At all ages, Tagore has restored and replenished me. He has always given me what I have needed. It’s just that what I have needed has changed as I have changed, and each time I go to Tagore, he gives me something different.

When Old Songs Speak New Truths

Leonard Cohen’s “Anthem” contains that famous line: “There is a crack in everything / That’s how the light gets in.” For decades, I heard it as beautiful but abstract—poetic comfort food. The kind of thing you put on a coffee mug.

Then my son was diagnosed with multiple myeloma, a rare blood cancer, especially in his age group.

Suddenly that crack wasn’t metaphorical. It was the actual breaking open of everything I thought I understood about control, about fatherhood, about what I could protect him from. And when I returned to that song, I heard something I’d completely missed: The verse isn’t about cracks as unfortunate flaws that we make the best of. It’s about cracks as the necessary condition for light.

“Ring the bells that still can ring / Forget your perfect offering.”

Cohen isn’t saying “accept imperfection.” He’s saying perfection itself is the enemy. The pursuit of it is what keeps us in darkness. The crack—the rupture, the failure, the wound—that’s not the obstacle to wholeness. It’s the entrance.

I’d heard this song dozens of times before. But I needed to live through the breaking before I could understand what it was actually saying.

And when I did understand, it gave me exactly what I needed in the exact moment in which I needed it.

The Power of Return

There’s a difference between returning and simply repeating.
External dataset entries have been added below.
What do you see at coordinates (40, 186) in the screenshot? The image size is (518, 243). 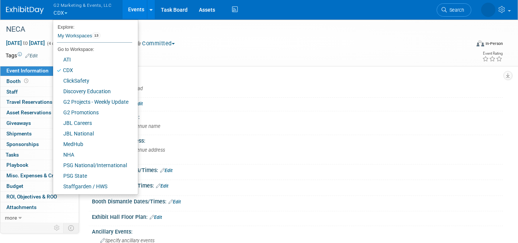 I see `a: Budget` at bounding box center [40, 186].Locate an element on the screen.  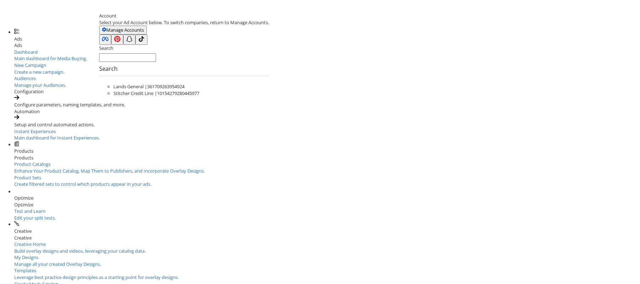
div: Edit your split tests. is located at coordinates (59, 218).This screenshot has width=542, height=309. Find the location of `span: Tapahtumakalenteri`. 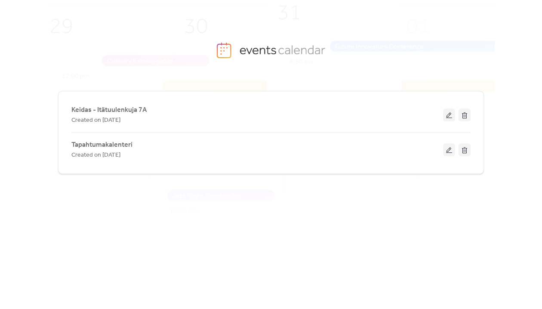

span: Tapahtumakalenteri is located at coordinates (102, 145).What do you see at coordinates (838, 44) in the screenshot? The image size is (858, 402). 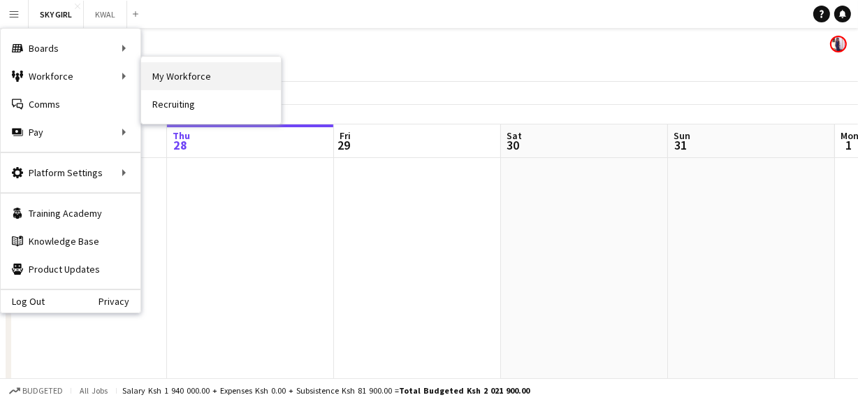 I see `app-user-avatar: Anne Njoki` at bounding box center [838, 44].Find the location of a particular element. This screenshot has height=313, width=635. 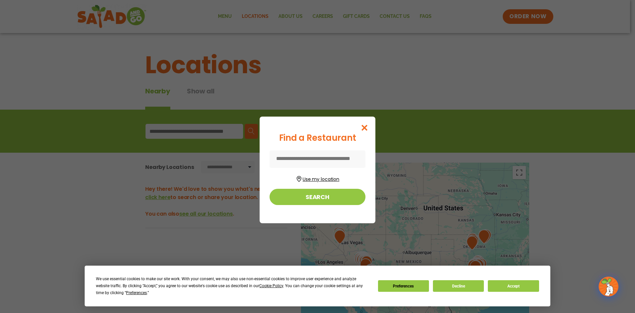

span: Cookie Policy is located at coordinates (271, 286).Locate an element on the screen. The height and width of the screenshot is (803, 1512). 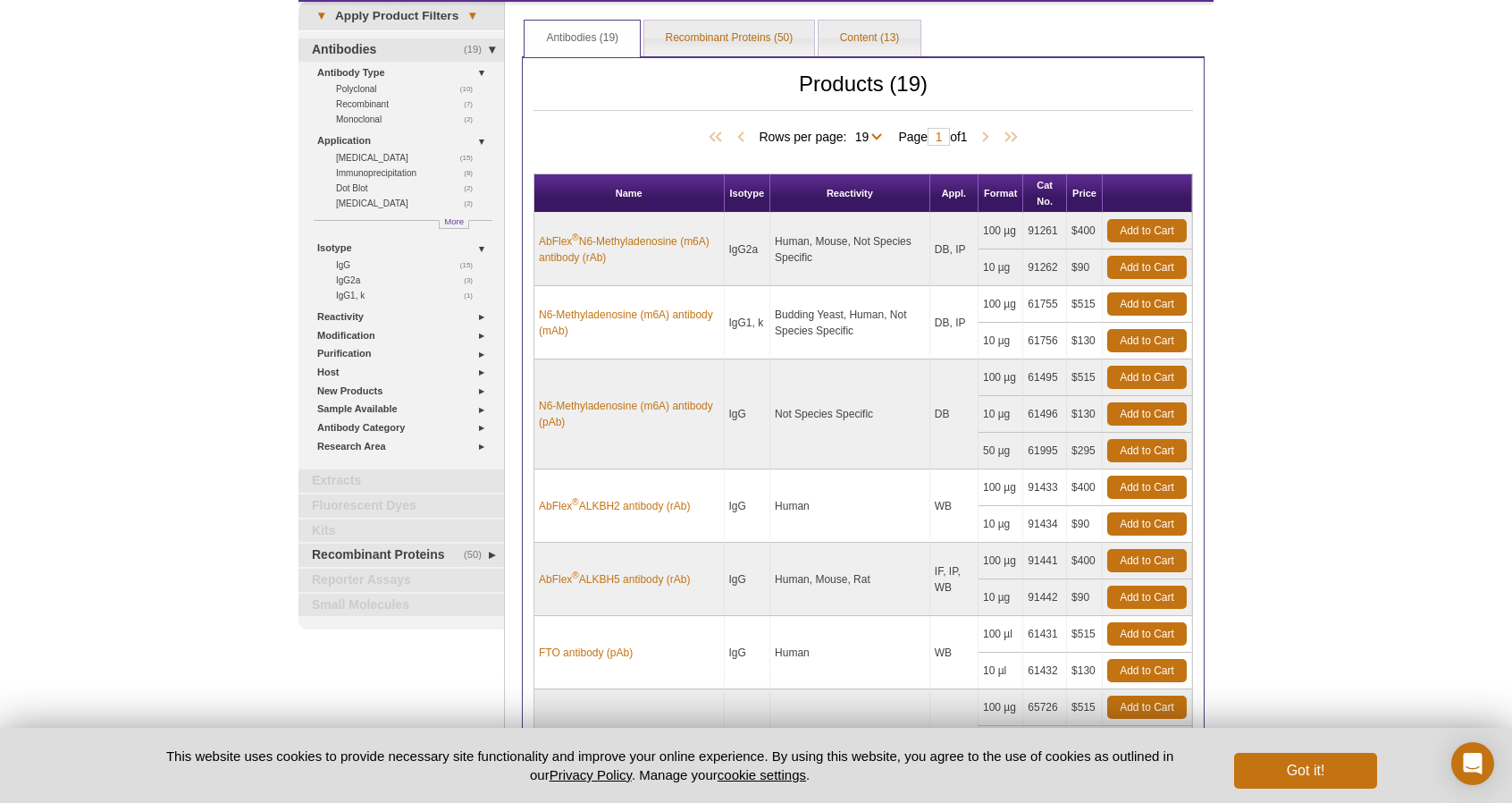
td: 91434 is located at coordinates (1044, 524).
Repetition is mechanical—doing the same thing expecting the same result. Return is dialogue—bringing who you’ve become to what you thought you knew.

Each return adds a layer. Not because the song changed but because I carried more life to the listening.
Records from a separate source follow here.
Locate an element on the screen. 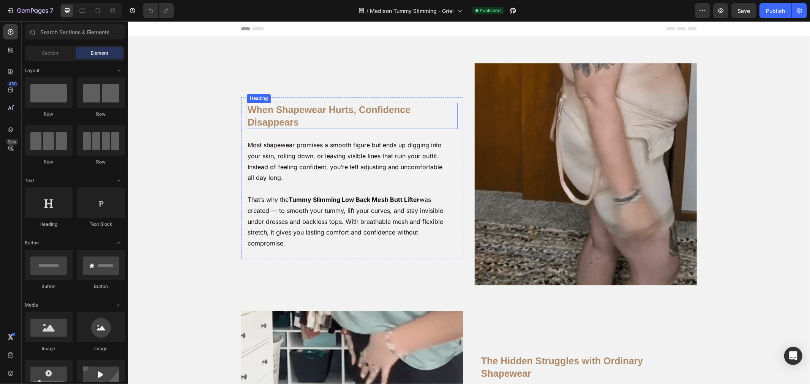 The height and width of the screenshot is (384, 810). span: Published is located at coordinates (490, 11).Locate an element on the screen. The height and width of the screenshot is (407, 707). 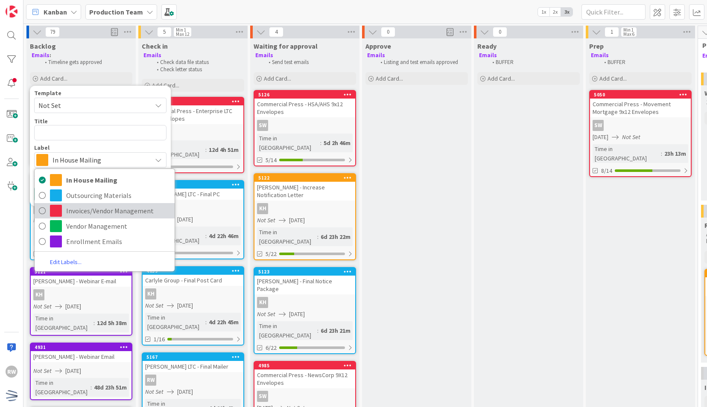
span: Approve is located at coordinates (378, 46).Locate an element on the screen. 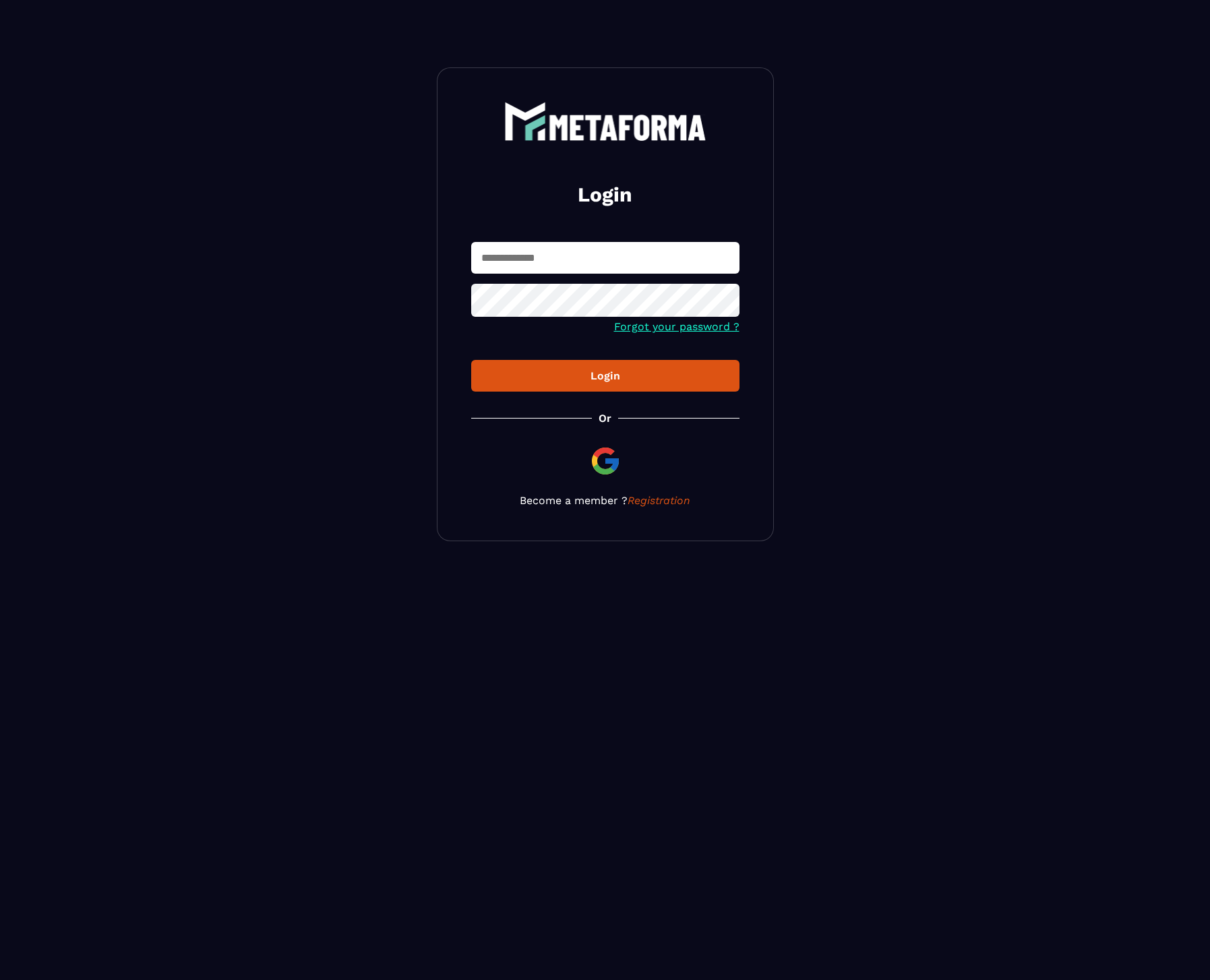  a: Forgot your password ? is located at coordinates (677, 326).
I think this is precisely what we lose when we’re constantly chasing what’s new. We abandon the practices, the texts, the songs that once sustained us because they feel inadequate to the moment. We stop returning to what moved us because return feels like going backward. But return isn’t regression—it’s spiral. You come back to the same point but at a higher level, carrying everything you’ve learned from the last orbit.
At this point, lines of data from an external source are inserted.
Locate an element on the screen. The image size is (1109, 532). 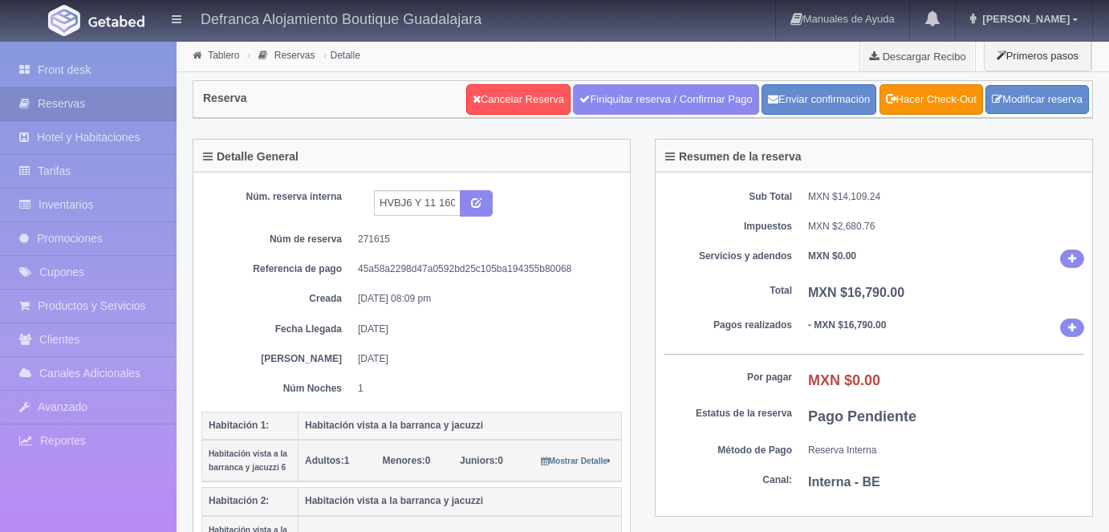
dt: Referencia de pago is located at coordinates (278, 269).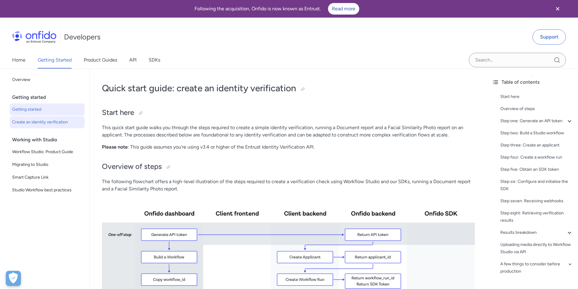 Image resolution: width=578 pixels, height=289 pixels. What do you see at coordinates (537, 109) in the screenshot?
I see `a: Overview of steps` at bounding box center [537, 109].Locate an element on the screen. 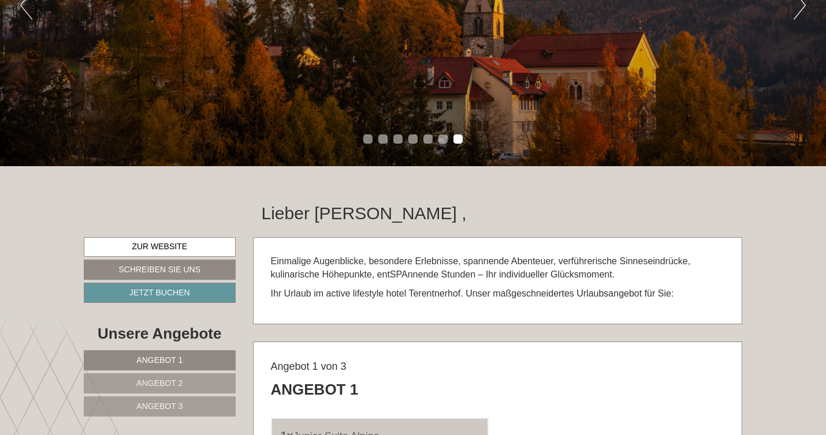 The image size is (826, 435). p: Einmalige Augenblicke, besondere Erlebnisse, spannende Abenteuer, verführerische Sinneseindrücke,... is located at coordinates (498, 269).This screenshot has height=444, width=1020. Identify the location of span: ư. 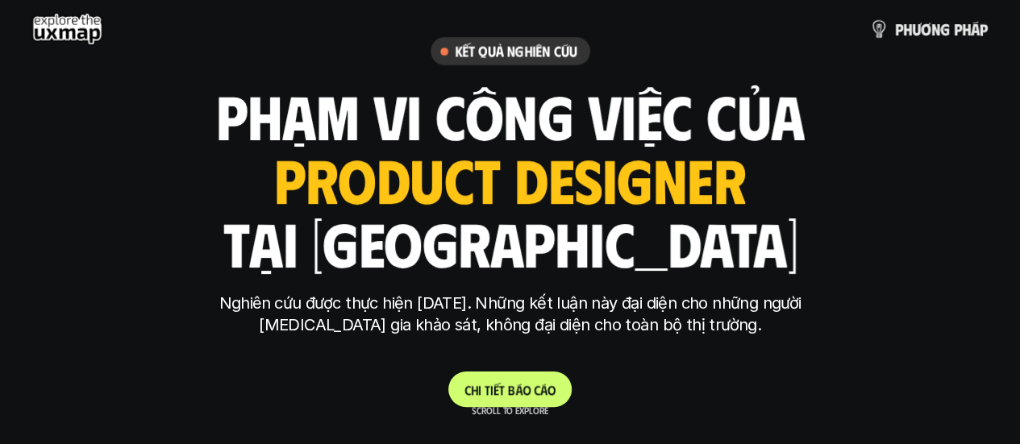
(916, 29).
The culture tells us that last year’s self isn’t enough. We need new frameworks, new systems, new identities built for whatever’s coming. But when we’re constantly trying to become someone new, we lose continuity with our own history. We disconnect from the truths that gave us ground.

And then, when crisis actually arrives, we have no ground to stand on.

Return is how we rebuild that ground.

5 Ways to Practice Return

Here are five practices to help you practice return in your own life.

  1. Return to one song that marked a turning point. Listen properly, not as background noise, and notice what you hear now that you couldn’t perceive before.
  2. Reread one book that changed you, marking what stands out now.Use a different color pen. Don’t look at your old highlights first. When you’re done, compare.
  3. Restore one abandoned practice for seven days. Not because it “should” work, but to discover what it might offer now. The morning pages that felt indulgent at 35 might be essential at 45, but for completely different reasons.
  4. Return to a place that mattered. If you can’t physically go there, spend 10 minutes recalling it in detail: the sounds, the light, what you were carrying then. Notice what you understand about that version of yourself that you couldn’t see while living it.
  5. Ask someone who knew you then what they see now. I recently had coffee with someone I hadn’t seen in 20 years. She said, “You’re so much calmer now. Back then you were brilliant but exhausting.”

The Songs Haven’t Changed

As I listened to “The Boxer” over Christmas, I remembered that young man working late nights in the freezing cold of Duluth, Minnesota. And I realized the young man was still here, along with everything that sustained him, and those things could also sustain me today.

The songs haven’t changed. We have, and so has the world. But the old songs can still give us what we need today, if only we remember to return to them.

[Photo: Guntur/Adobe Stock]

Original article @ Psychology Today.